Does this ever happen to you?
You take two things you know to be true from different arenas in your life, add one obvious comment, re-combine said facts, and the result is a new reality that feels explosive, but also glaringly obvious.
Here’s one from the other day: Since it used to be that there were very few professions open to women (secretary, nurse, teacher) there were droves of very bright women who became teachers. Hence they could be underpaid and school systems could still get the best of the best. In other words: the economic mess our schools are in is partly due to the fact that women were kept out of the workforce after WWII (the much-loved “family values” of so many conservative folk).
As a clergywoman, I have pushed against gender boundaries all my life.
As the daughter of two educators (mom was a 4th grade teacher, dad a Jr. High principal) and wife of an educator (hi Doug! he is a Tech Resource Teacher in an elementary school) and holding an education credential myself, I’ve known that educators are underpaid.
How did I fail to connect these dots before? I just find it ironic that “family values” contributed to a crisis in education.
The pink ghettos that women inhabit are crazy-making.
I hadn’t thought about it in those terms, but you are absolutely right.
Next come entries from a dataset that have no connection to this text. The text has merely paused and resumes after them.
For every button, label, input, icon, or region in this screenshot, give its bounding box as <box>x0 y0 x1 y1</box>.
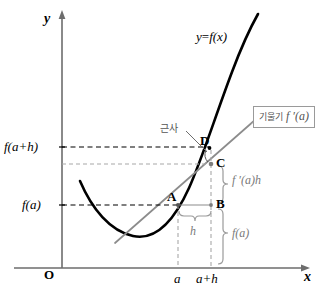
diagram-svg <box>0 0 327 299</box>
point-label-b: B <box>216 197 225 210</box>
slope-callout-math: f ′(a) <box>286 109 309 123</box>
slope-callout-korean: 기울기 <box>259 112 283 122</box>
guide-lines-group <box>62 147 212 268</box>
axes-group <box>14 10 310 271</box>
x-axis-label: x <box>304 270 311 284</box>
curve-label: y=f(x) <box>196 30 227 43</box>
leader-lines-group <box>186 119 256 152</box>
figure-canvas: y x O y=f(x) f(a+h) f(a) a a+h A B C D h… <box>0 0 327 299</box>
point-label-d: D <box>200 134 209 147</box>
brace-h <box>179 211 211 221</box>
approximation-annotation-label: 근사 <box>160 124 178 134</box>
y-tick-label-f-a: f(a) <box>22 198 41 211</box>
curve-label-fx: f(x) <box>209 29 227 44</box>
point-c-marker <box>209 162 214 167</box>
point-label-a: A <box>167 190 176 203</box>
x-tick-label-a: a <box>174 272 181 285</box>
point-a-marker <box>176 203 180 207</box>
brace-f-a <box>218 209 228 264</box>
brace-label-f-prime-a-h: f ′(a)h <box>232 174 261 186</box>
brace-label-h: h <box>190 225 196 237</box>
brace-label-f-a: f(a) <box>232 227 249 239</box>
y-axis-arrowhead <box>59 10 66 19</box>
point-label-c: C <box>216 156 225 169</box>
slope-callout-box: 기울기 f ′(a) <box>253 106 315 128</box>
x-tick-label-a-plus-h: a+h <box>196 272 218 285</box>
y-tick-label-f-a-plus-h: f(a+h) <box>4 140 38 153</box>
point-b-marker <box>209 203 213 207</box>
y-axis-label: y <box>44 12 50 26</box>
origin-label: O <box>44 268 54 281</box>
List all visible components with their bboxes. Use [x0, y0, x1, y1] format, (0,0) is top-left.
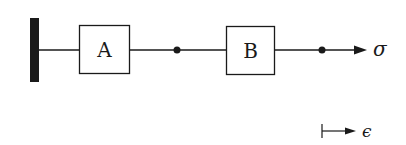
element-b-label: B [243, 39, 258, 63]
diagram-svg: A B σ ϵ [0, 0, 406, 145]
output-node [319, 47, 326, 54]
element-b: B [227, 27, 275, 75]
strain-label: ϵ [362, 121, 372, 141]
stress-arrow-head [354, 46, 367, 55]
strain-indicator: ϵ [322, 121, 372, 141]
fixed-wall [30, 18, 39, 82]
junction-node [174, 47, 181, 54]
strain-arrow-head [345, 128, 356, 135]
element-a-label: A [96, 38, 112, 62]
stress-label: σ [373, 37, 388, 61]
element-a: A [80, 26, 130, 74]
rheology-diagram: A B σ ϵ [0, 0, 406, 145]
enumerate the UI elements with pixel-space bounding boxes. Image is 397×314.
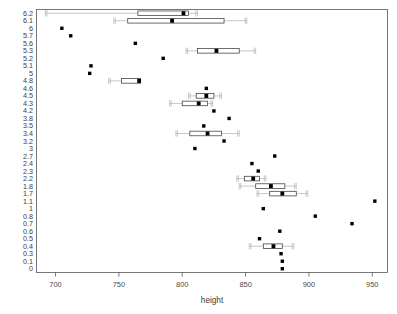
- median-marker: [137, 79, 141, 83]
- x-tick-label: 850: [239, 280, 251, 289]
- data-point: [193, 147, 196, 150]
- point-row: [281, 260, 284, 263]
- data-point: [262, 207, 265, 210]
- data-point: [250, 162, 253, 165]
- point-row: [60, 27, 63, 30]
- median-marker: [269, 184, 273, 188]
- boxplot-row: [189, 93, 222, 99]
- box-body: [182, 101, 207, 106]
- point-row: [212, 109, 215, 112]
- data-point: [281, 267, 284, 270]
- point-row: [88, 72, 91, 75]
- point-row: [162, 57, 165, 60]
- boxplot-row: [239, 183, 296, 189]
- point-row: [262, 207, 265, 210]
- data-point: [278, 229, 281, 232]
- box-body: [190, 131, 222, 136]
- point-row: [258, 237, 261, 240]
- data-point: [281, 260, 284, 263]
- point-row: [257, 169, 260, 172]
- boxplot-row: [114, 18, 247, 24]
- boxplot-row: [170, 100, 213, 106]
- x-tick-label: 950: [366, 280, 378, 289]
- x-tick-label: 750: [113, 280, 125, 289]
- data-point: [279, 252, 282, 255]
- point-row: [69, 34, 72, 37]
- boxplot-row: [249, 243, 293, 249]
- data-point: [227, 117, 230, 120]
- median-marker: [251, 177, 255, 181]
- data-point: [69, 34, 72, 37]
- point-row: [193, 147, 196, 150]
- data-point: [258, 237, 261, 240]
- point-row: [222, 139, 225, 142]
- point-row: [373, 199, 376, 202]
- box-body: [138, 11, 189, 16]
- data-point: [205, 87, 208, 90]
- box-body: [197, 49, 239, 54]
- median-marker: [197, 101, 201, 105]
- data-point: [350, 222, 353, 225]
- data-point: [89, 64, 92, 67]
- median-marker: [170, 19, 174, 23]
- point-row: [279, 252, 282, 255]
- boxplot-row: [237, 175, 266, 181]
- data-point: [257, 169, 260, 172]
- boxplot-row: [176, 130, 239, 136]
- boxplot-chart: 700750800850900950height6.26.165.75.65.3…: [0, 0, 397, 314]
- median-marker: [280, 192, 284, 196]
- median-marker: [272, 244, 276, 248]
- median-marker: [204, 94, 208, 98]
- boxplot-row: [186, 48, 256, 54]
- point-row: [314, 214, 317, 217]
- data-point: [134, 42, 137, 45]
- data-point: [202, 124, 205, 127]
- x-axis-title: height: [201, 296, 224, 305]
- boxplot-row: [109, 78, 141, 84]
- boxplot-row: [45, 10, 197, 16]
- point-row: [278, 229, 281, 232]
- point-row: [350, 222, 353, 225]
- data-point: [222, 139, 225, 142]
- boxplot-row: [257, 190, 308, 196]
- point-row: [134, 42, 137, 45]
- point-row: [227, 117, 230, 120]
- box-body: [128, 18, 224, 23]
- median-marker: [215, 49, 219, 53]
- median-marker: [182, 11, 186, 15]
- median-marker: [206, 131, 210, 135]
- data-point: [60, 27, 63, 30]
- point-row: [273, 154, 276, 157]
- point-row: [281, 267, 284, 270]
- data-point: [162, 57, 165, 60]
- data-point: [273, 154, 276, 157]
- x-tick-label: 800: [176, 280, 188, 289]
- point-row: [202, 124, 205, 127]
- data-point: [373, 199, 376, 202]
- point-row: [205, 87, 208, 90]
- data-point: [212, 109, 215, 112]
- chart-canvas: 700750800850900950height6.26.165.75.65.3…: [0, 0, 397, 314]
- data-point: [88, 72, 91, 75]
- x-tick-label: 700: [49, 280, 61, 289]
- x-tick-label: 900: [303, 280, 315, 289]
- data-point: [314, 214, 317, 217]
- y-category-label: 0: [29, 264, 33, 273]
- point-row: [250, 162, 253, 165]
- point-row: [89, 64, 92, 67]
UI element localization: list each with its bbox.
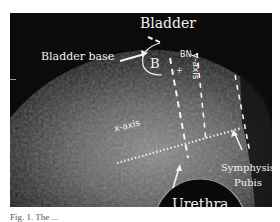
bladder-label: Bladder <box>140 16 196 30</box>
pubis-label: Pubis <box>234 178 262 188</box>
bladder-base-label: Bladder base <box>41 51 114 62</box>
bn-label: BN <box>180 51 191 59</box>
y-axis-label: y-axis <box>191 53 200 79</box>
symphysis-label: Symphysis <box>221 163 272 173</box>
svg-text:+: + <box>176 66 183 75</box>
figure-caption: Fig. 1. The ... <box>10 212 272 222</box>
urethra-label: Urethra <box>172 197 228 207</box>
ultrasound-image: + <box>10 13 272 207</box>
b-angle-label: B <box>150 57 160 70</box>
scale-tick <box>10 79 16 80</box>
ultrasound-figure: + Bladder Bladder base BN B y-axis x-axi… <box>10 13 272 207</box>
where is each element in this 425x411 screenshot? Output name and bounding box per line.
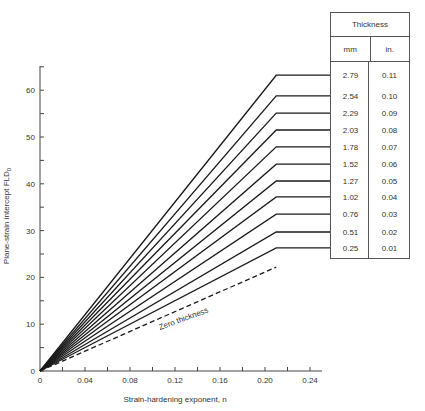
thickness-in: 0.04 (370, 192, 409, 204)
table-row: 1.270.05 (331, 176, 409, 188)
table-header-row: mm in. (331, 37, 409, 62)
table-row: 2.290.09 (331, 108, 409, 120)
table-row: 0.760.03 (331, 209, 409, 221)
thickness-mm: 2.54 (331, 91, 370, 103)
y-tick-label: 20 (26, 273, 35, 282)
table-row: 0.510.02 (331, 227, 409, 239)
y-axis-title-main: Plane-strain intercept FLD (2, 171, 11, 264)
table-body: 2.790.112.540.102.290.092.030.081.780.07… (331, 61, 409, 258)
y-tick-label: 30 (26, 227, 35, 236)
table-row: 2.540.10 (331, 91, 409, 103)
thickness-mm: 1.78 (331, 142, 370, 154)
y-tick-label: 40 (26, 180, 35, 189)
table-row: 2.030.08 (331, 125, 409, 137)
x-tick-label: 0.08 (122, 376, 138, 385)
thickness-legend-table: Thickness mm in. 2.790.112.540.102.290.0… (330, 12, 410, 259)
table-row: 1.520.06 (331, 159, 409, 171)
table-row: 0.250.01 (331, 243, 409, 255)
thickness-in: 0.03 (370, 209, 409, 221)
thickness-line (40, 248, 330, 371)
thickness-line (40, 214, 330, 371)
thickness-mm: 2.03 (331, 125, 370, 137)
y-axis-title-subscript: 0 (6, 167, 12, 171)
table-row: 1.780.07 (331, 142, 409, 154)
thickness-in: 0.09 (370, 108, 409, 120)
thickness-in: 0.06 (370, 159, 409, 171)
y-tick-label: 0 (31, 367, 36, 376)
table-title: Thickness (331, 13, 409, 37)
x-axis-title: Strain-hardening exponent, n (123, 395, 226, 404)
thickness-in: 0.07 (370, 142, 409, 154)
y-tick-label: 10 (26, 320, 35, 329)
x-tick-label: 0.24 (302, 376, 318, 385)
y-tick-label: 60 (26, 86, 35, 95)
thickness-mm: 1.52 (331, 159, 370, 171)
x-tick-label: 0.20 (257, 376, 273, 385)
thickness-line (40, 130, 330, 371)
zero-thickness-label: Zero thickness (158, 306, 210, 332)
thickness-in: 0.08 (370, 125, 409, 137)
series-lines (40, 75, 330, 371)
x-tick-label: 0.12 (167, 376, 183, 385)
table-row: 2.790.11 (331, 70, 409, 82)
thickness-mm: 2.29 (331, 108, 370, 120)
thickness-mm: 0.76 (331, 209, 370, 221)
thickness-mm: 1.27 (331, 176, 370, 188)
column-header-in: in. (371, 37, 410, 61)
thickness-mm: 2.79 (331, 70, 370, 82)
thickness-mm: 1.02 (331, 192, 370, 204)
thickness-line (40, 164, 330, 371)
zero-thickness-line (40, 267, 276, 371)
thickness-in: 0.01 (370, 243, 409, 255)
y-tick-label: 50 (26, 133, 35, 142)
x-tick-label: 0.16 (212, 376, 228, 385)
column-header-mm: mm (331, 37, 371, 61)
thickness-in: 0.02 (370, 227, 409, 239)
thickness-in: 0.10 (370, 91, 409, 103)
thickness-line (40, 232, 330, 371)
y-axis-title: Plane-strain intercept FLD0 (2, 167, 12, 264)
x-tick-label: 0 (38, 376, 43, 385)
x-tick-label: 0.04 (77, 376, 93, 385)
thickness-mm: 0.25 (331, 243, 370, 255)
table-row: 1.020.04 (331, 192, 409, 204)
thickness-in: 0.11 (370, 70, 409, 82)
thickness-in: 0.05 (370, 176, 409, 188)
thickness-mm: 0.51 (331, 227, 370, 239)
The one that got me was when I realized part of the continued disparity in men’s and women’s wages comes from non-unified school districts (we’re mostly unified where I live, but that’s not the case many places.) More women than men still teach elementary school and elementary districts pay less than high school districts where men and women teachers are about even.
Thanks for the comment Wendy! I was missing a sentence in the middle of that paragraph, so I’ll have to revisit this subject sometime to connect the dots. I’m just recognizing that the crisis in education is at least partly due to the fact that we haven’t paid enough for it over the years because women have taken up the economic slack. This is why I refused to be a mom who went in to make photocopies for teachers. Yep, I like to be helpful, but do you see any men doing that? We need to pay for what we value. Education costs big bucks, folks. That’s why we pay taxes and that’s why we’re called “citizens”.